Illustration and Social Change

Illustration and Social Change

Illustrated magazines began just after the invention of photography, but photography was not used in the first decade of these publications. First on the scene was the Illustrated London News in 1842, quickly followed by Paris’ L’Illustration, and Leipzig’s Illustrirte Zeitung in 1843. The success of the Illustrated London News was phenomenal; the first issue reportedly sold 26,000 copies. Frank Leslie, the manager of the engraving department at the Illustrated London News, came to America in 1848. He founded Frank Leslie’s Illustrated Newspaper in 1855.

Between 1855 and 1856, the Illustrated London News featured pictorial reportage of the Crimean War engraved from original photographs by Roger Fenton and others. The use of images in America, however, relied primarily on sketch artists sent out to cover the scene. In 1858, Frank Leslie sent his chief artist, Alan Berghaus, and staff artists Thomas Nast and Sol Eytinge to investigate a social wrong—“the swill milk trade” in New York City.

New York City milk customers had been told that their milk was provided by farms outside the city limits where cows were well cared for. However, the was not the case; the dairy cows were kept in filthy stables inside the heart of the city and fed with wastes from nearby distilleries, often causing illnesses when people consumed the milk. Written reports and exposés had been attempted before. In 1850, the Sunday Dispatch had printed a series of articles designed to drive the corrupt dairy owners out of business. They were unsuccessful. Leslie’s approach was different. He used pictures to place the artist, as witness, directly at the scene to increase believability.

Leslie published eight portraits of Berghaus working in the field. In one “Scene at the Offal Dock,” Berghaus is represented as sketching a veterinarian dissecting a cow. Showing the artist in the process of representing the scene of the crime lent an entirely new sense of “truth” to the scene, even if it was not entirely truthful. The names of the artists were kept secret, and the artists received threats of physical violence, which were duly depicted in imaginative drawings. Leslie attached the commentary to one, “There could be no reason for. . . [a] vicious assault [against the artist] other than the disinclination to have [the milk producers] low lazar-houses truly depicted by the unerring pencil.” This is perhaps the origin of the myth of the “on the spot” reporter who risks life and limb to reveal the “truth” (Pearson 86-87).

Leslie’s campaign was effective at shutting down and cleaning up the dairies. The accuracy of pictorial reporting began to be accepted as early as 1860. In contrast, Harper’s Illustrated Weekly, begun in 1857, used illustration primarily to supplement weekly novellas, perhaps following the examples set by book illustration which was increasing in popularity across this time. The profound impact of illustrated publishing, however, began to gather momentum at the advent of the civil war in 1861, the same year that New York state Senate passed a bill to prohibit the sale of swill milk.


*What is expected:*
The result should be an exact copy of the data, free of pictures.
————
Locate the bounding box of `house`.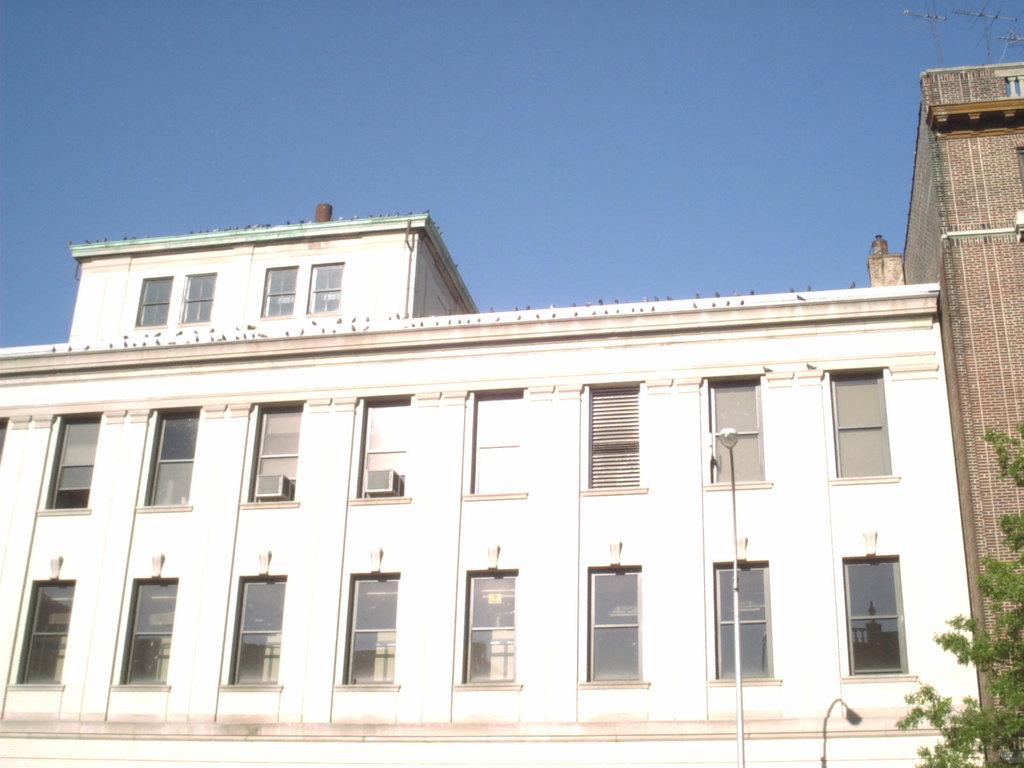
Bounding box: rect(0, 217, 970, 767).
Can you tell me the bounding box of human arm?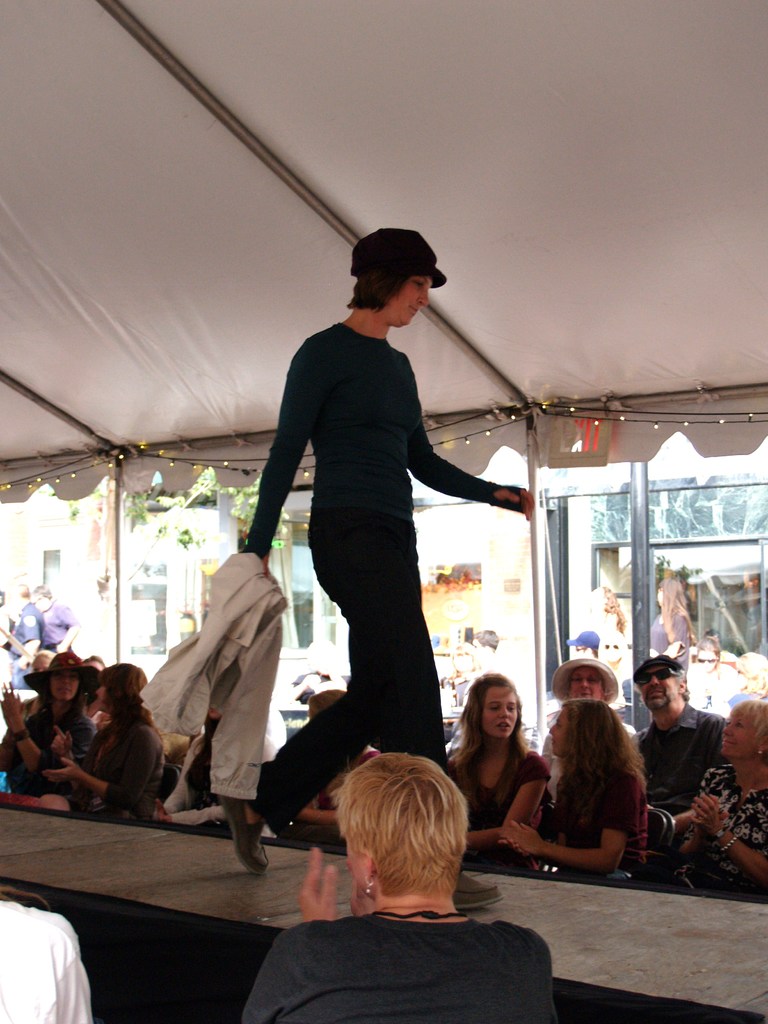
675/799/723/864.
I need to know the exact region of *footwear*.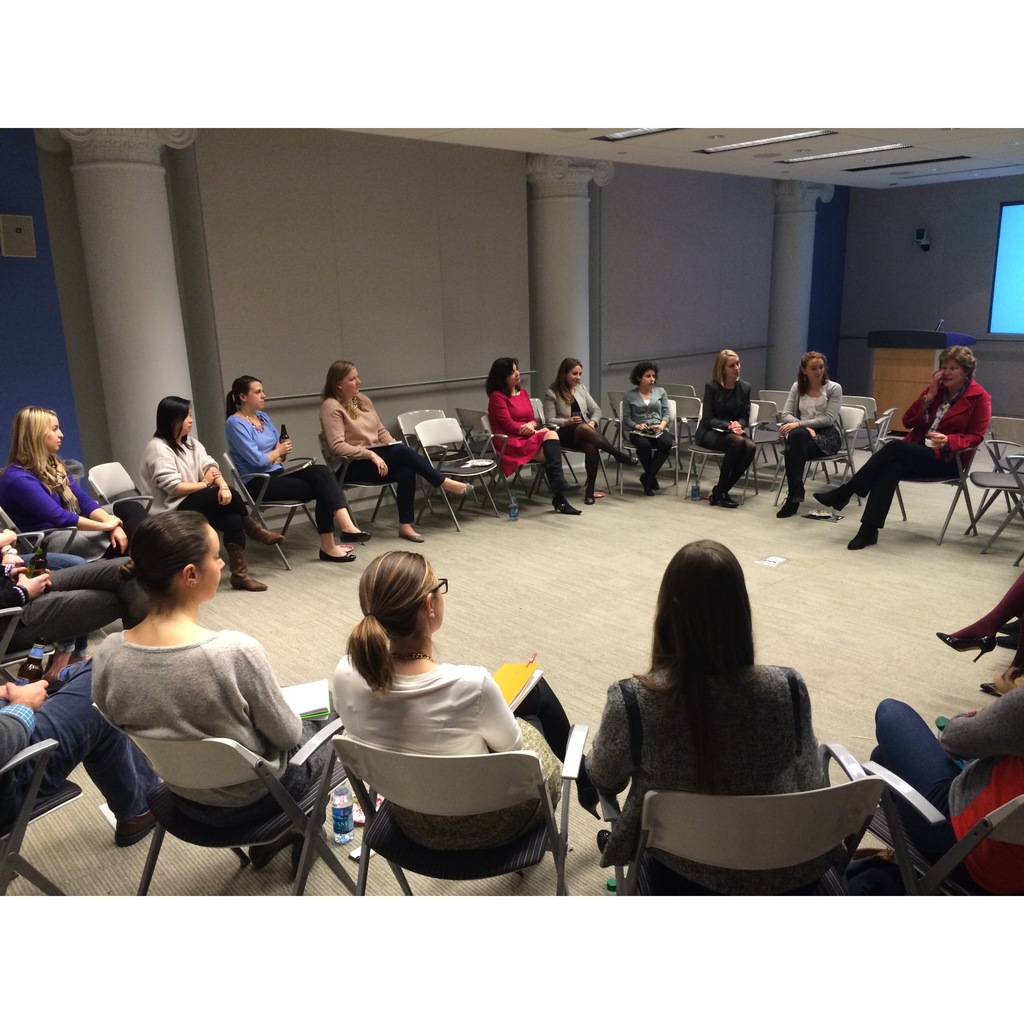
Region: [588,495,591,510].
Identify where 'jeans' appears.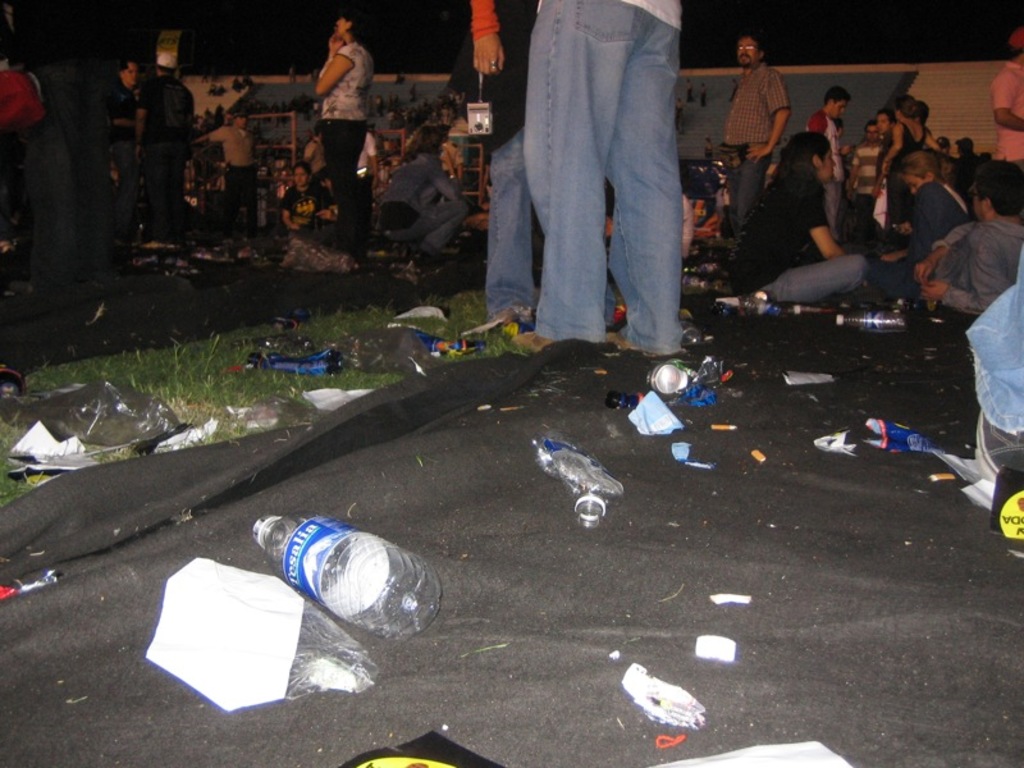
Appears at {"left": 24, "top": 55, "right": 119, "bottom": 300}.
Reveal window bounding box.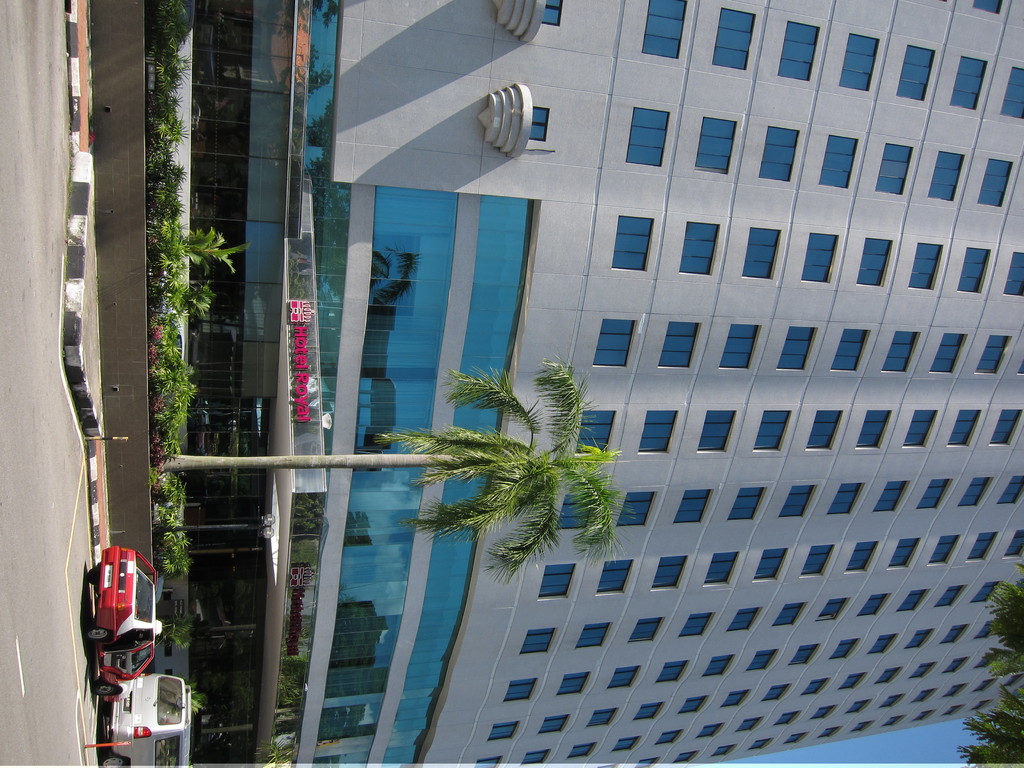
Revealed: (x1=835, y1=668, x2=866, y2=689).
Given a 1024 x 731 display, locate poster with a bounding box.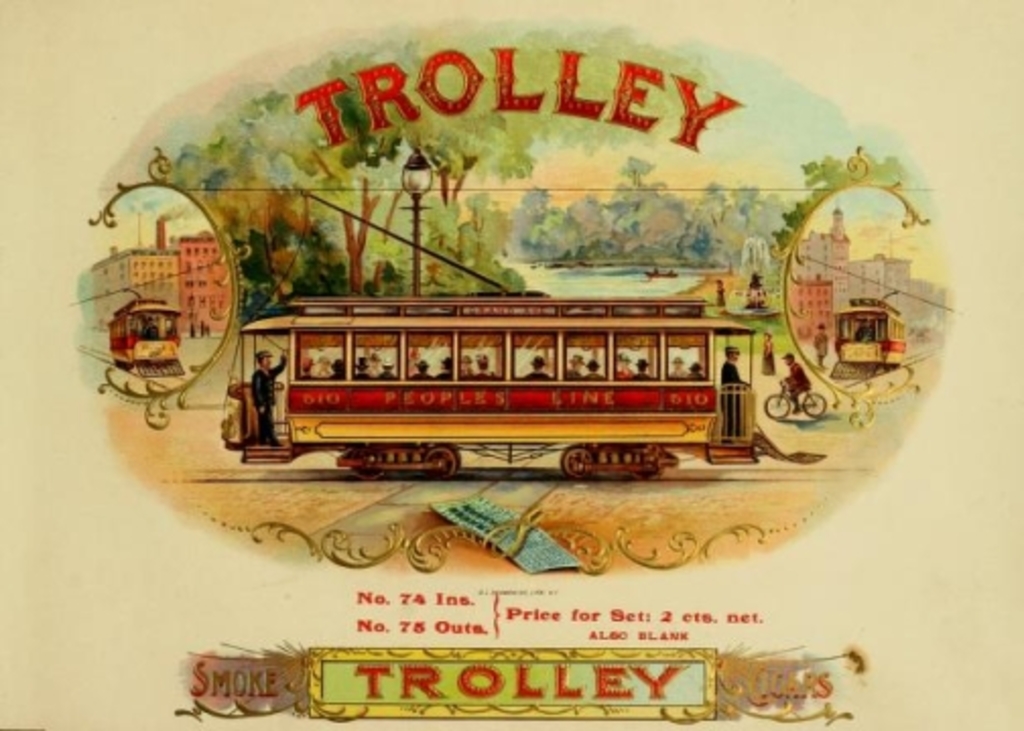
Located: 0, 0, 1022, 729.
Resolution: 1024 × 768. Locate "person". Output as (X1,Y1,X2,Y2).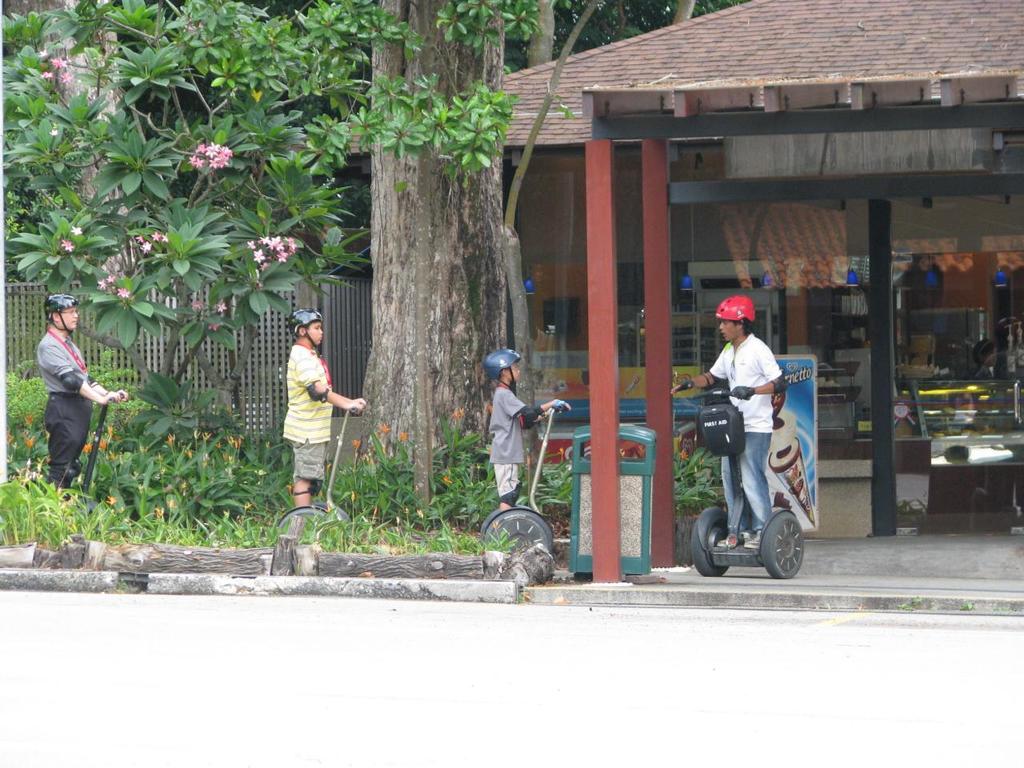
————
*Exercise solution:*
Locate the bounding box of `house`.
Bounding box: rect(0, 217, 970, 767).
Can you tell me the bounding box of human arm?
675/799/723/864.
I need to know the exact region of *footwear*.
Region: [588,495,591,510].
Identify where 'jeans' appears.
Appears at {"left": 24, "top": 55, "right": 119, "bottom": 300}.
Reveal window bounding box.
Revealed: (x1=835, y1=668, x2=866, y2=689).
Given a 1024 x 731 display, locate poster with a bounding box.
Located: 0, 0, 1022, 729.
Resolution: 1024 × 768. Locate "person". Output as (X1,Y1,X2,Y2).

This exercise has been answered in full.